%%

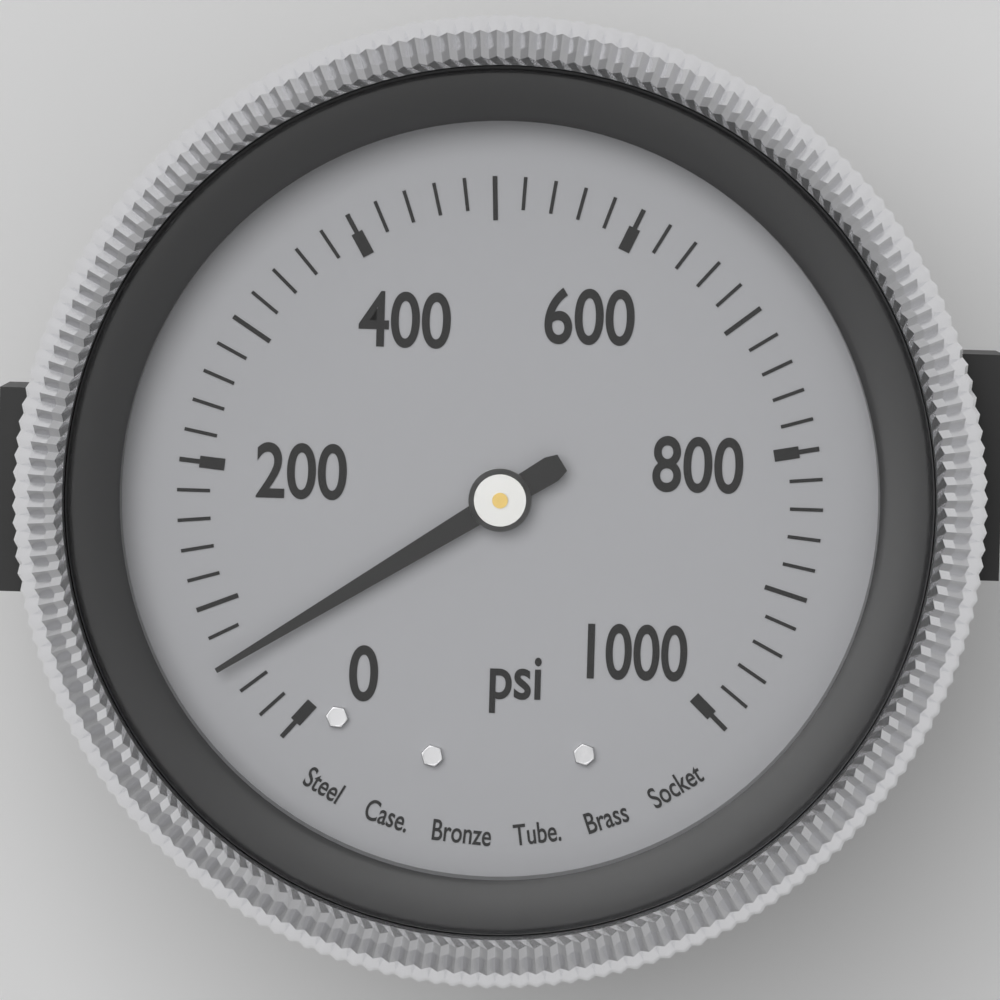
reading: 60 psi
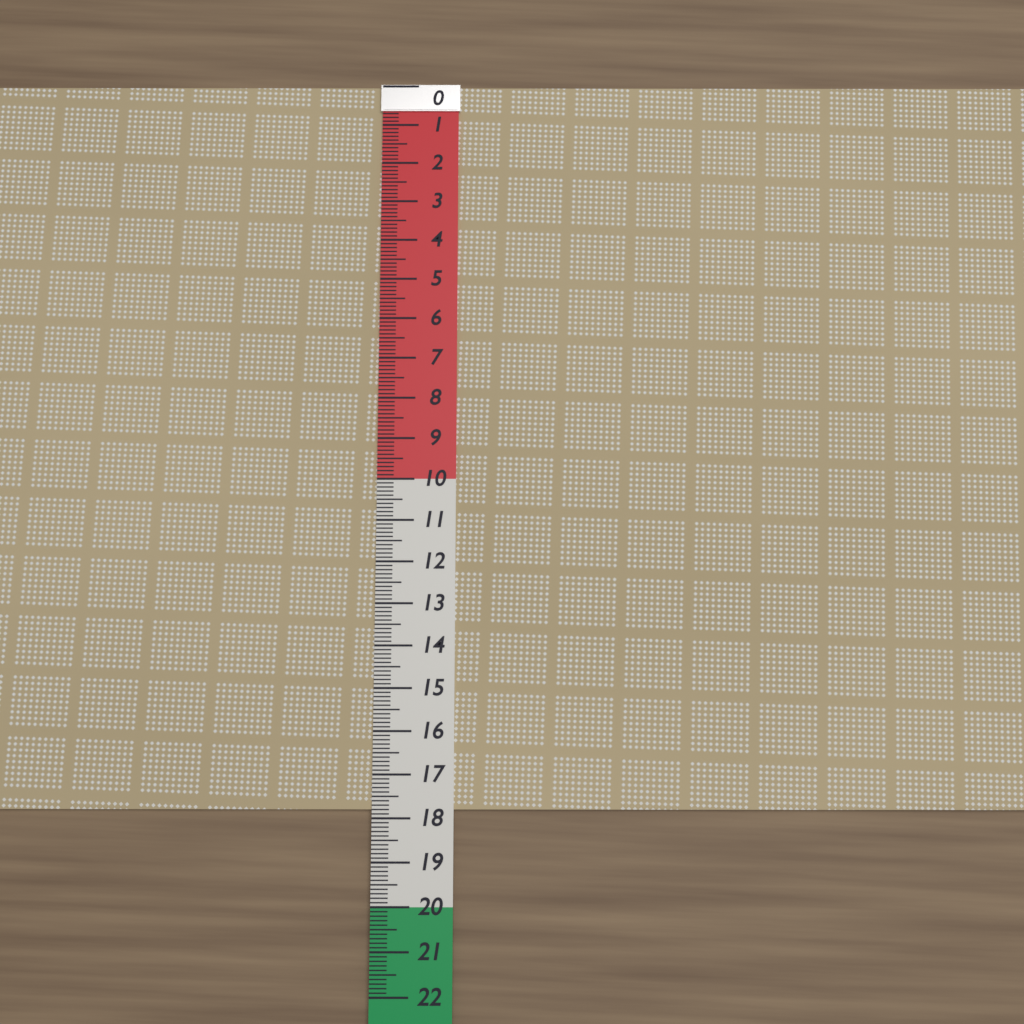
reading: 17.8 (no unit)
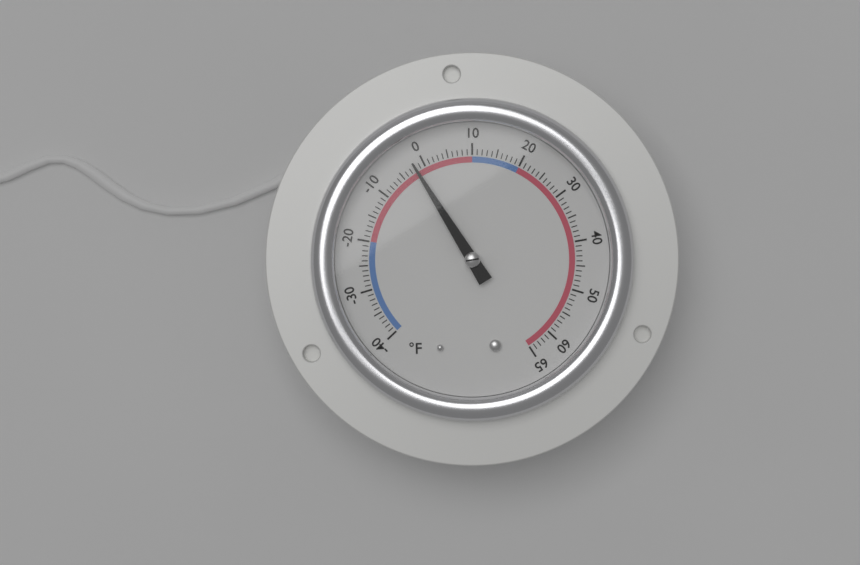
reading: -2 °F
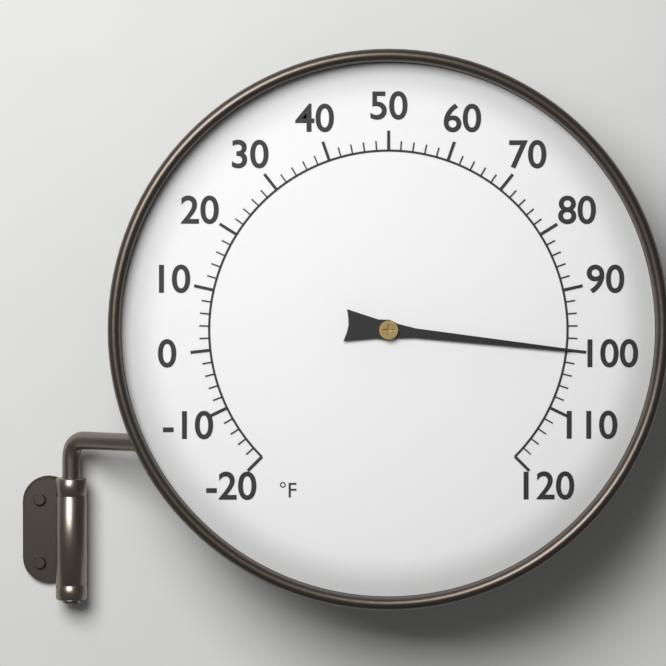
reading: 100 °F
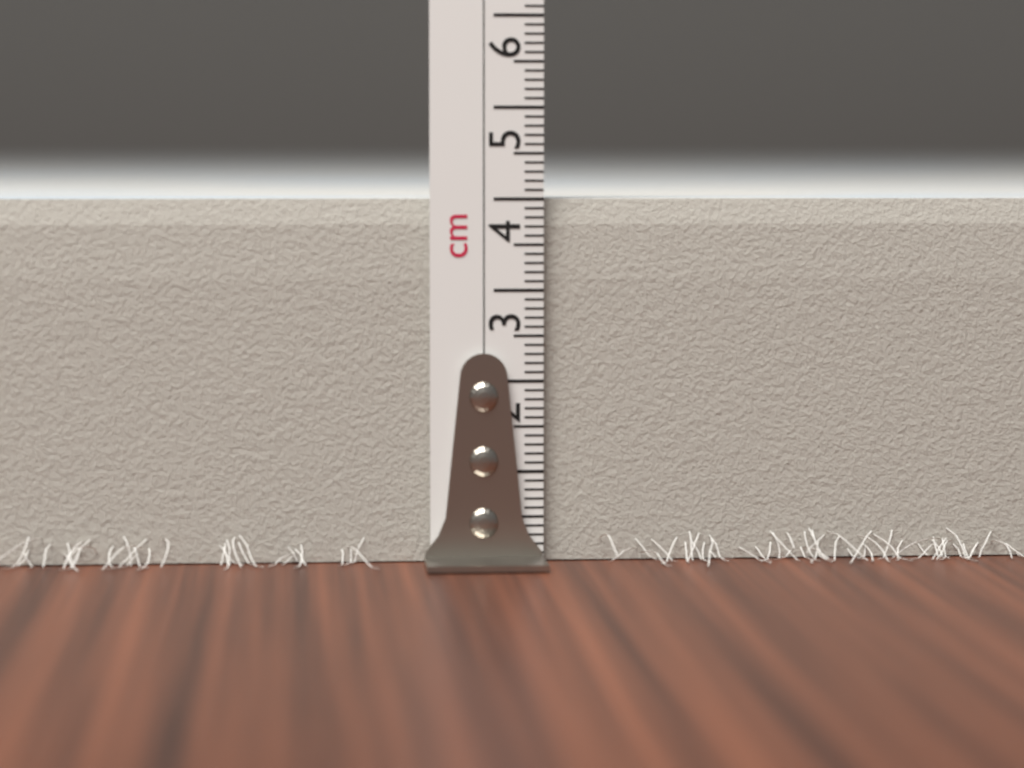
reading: 4.0 cm
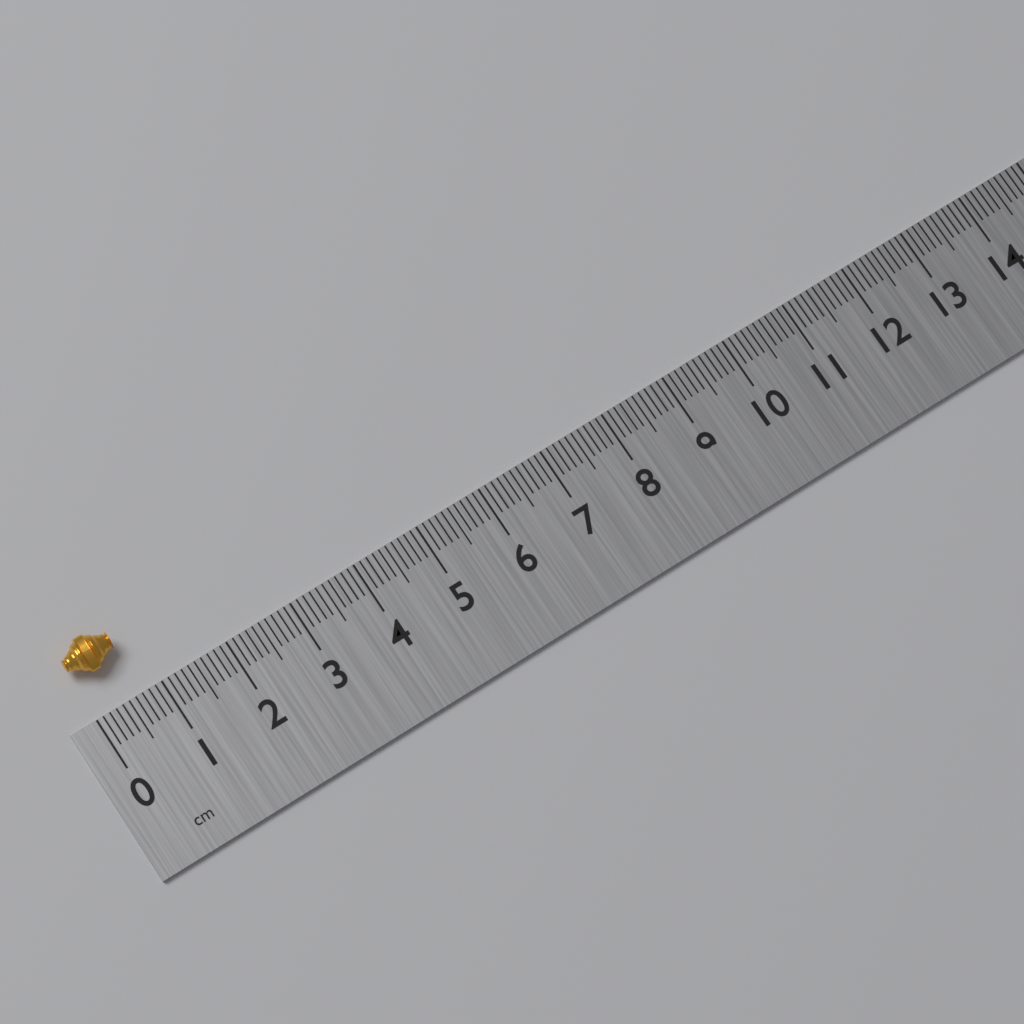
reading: 0.7 cm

%%

Output the records exactly, pictures excluded.

EXERCISE SOLUTION ->
reading: 60 psi
reading: 17.8 (no unit)
reading: -2 °F
reading: 100 °F
reading: 4.0 cm
reading: 0.7 cm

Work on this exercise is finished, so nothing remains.